Who was I ?' in the journey of data collection while exploring the student-teacher interactions in Taiwanese buxiban classrooms

Year: 2017

Author: Chang, Feng-Ru

Type of paper: Abstract refereed

Abstract:
Over the past three decades, qualitative research has called attention to thinking deeply, differently, disruptively and diffractively. This article responds to the possibilities for this type of work by exploring my subjectivity emerging within the process of data collection while investigating the student-teacher interactions in Taiwanese buxiban classrooms. The data for this paper were from research conducted in a Taiwanese buxiban (private cram schools) classroom with a focus on an examination of student-teacher interactions through the poststructuralist concepts of subject positions, relations of power, space, language and discourse. In addition to the main characters, teachers and students, in this study, I also connected to them tightly instead of being a complete outsider. In other words, it is inevitable to take my positions into consideration when collecting and analyzing data.

By asking myself who I was while collecting data, instead of being in a fixed position, I would like to argue that my subjectivity is in a process of becoming through my interactions with the participants, spaces and discourses. My becoming-subjectivity further indicates how power is exercised as well as how the participants positioned themselves during this data collection. In this paper, I attempt to rethink the possibilities for seeing data differently and deeply by unfolding my becoming-subjectivity, which further makes a response to calls for alternative forms of qualitative research that require researchers to think differently.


ABOUT THIS TASK> Where a line below holds the string "pixels", copy that line.

STORED DATA>
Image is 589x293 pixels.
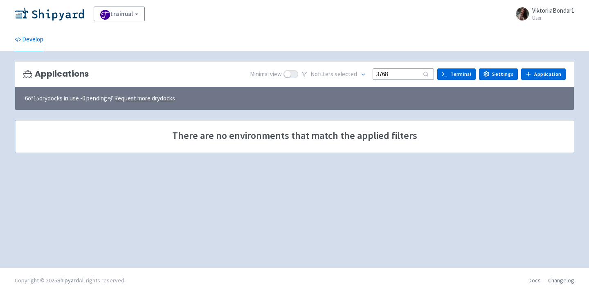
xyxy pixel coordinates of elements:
a: ViktoriiaBondar1 User [511,7,575,20]
span: selected [335,70,357,78]
a: Application [521,68,566,80]
a: Terminal [437,68,476,80]
input: Search... [373,68,434,79]
span: 6 of 15 drydocks in use - 0 pending [25,94,175,103]
a: Docs [529,276,541,284]
div: Copyright © 2025 All rights reserved. [15,276,126,284]
span: Minimal view [250,70,282,79]
span: No filter s [311,70,357,79]
h3: Applications [23,69,89,79]
a: Shipyard [57,276,79,284]
u: Request more drydocks [114,94,175,102]
a: Develop [15,28,43,51]
span: There are no environments that match the applied filters [25,130,564,141]
small: User [532,15,575,20]
img: Shipyard logo [15,7,84,20]
span: ViktoriiaBondar1 [532,7,575,14]
a: trainual [94,7,145,21]
a: Settings [479,68,518,80]
a: Changelog [548,276,575,284]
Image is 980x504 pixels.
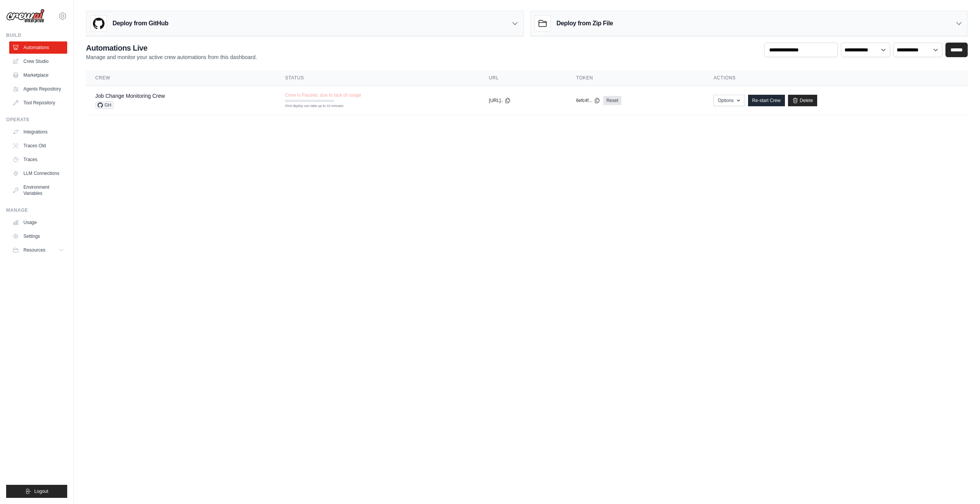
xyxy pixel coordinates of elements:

RESPONSE>
Image is 589x293 pixels.
Image is 980x504 pixels.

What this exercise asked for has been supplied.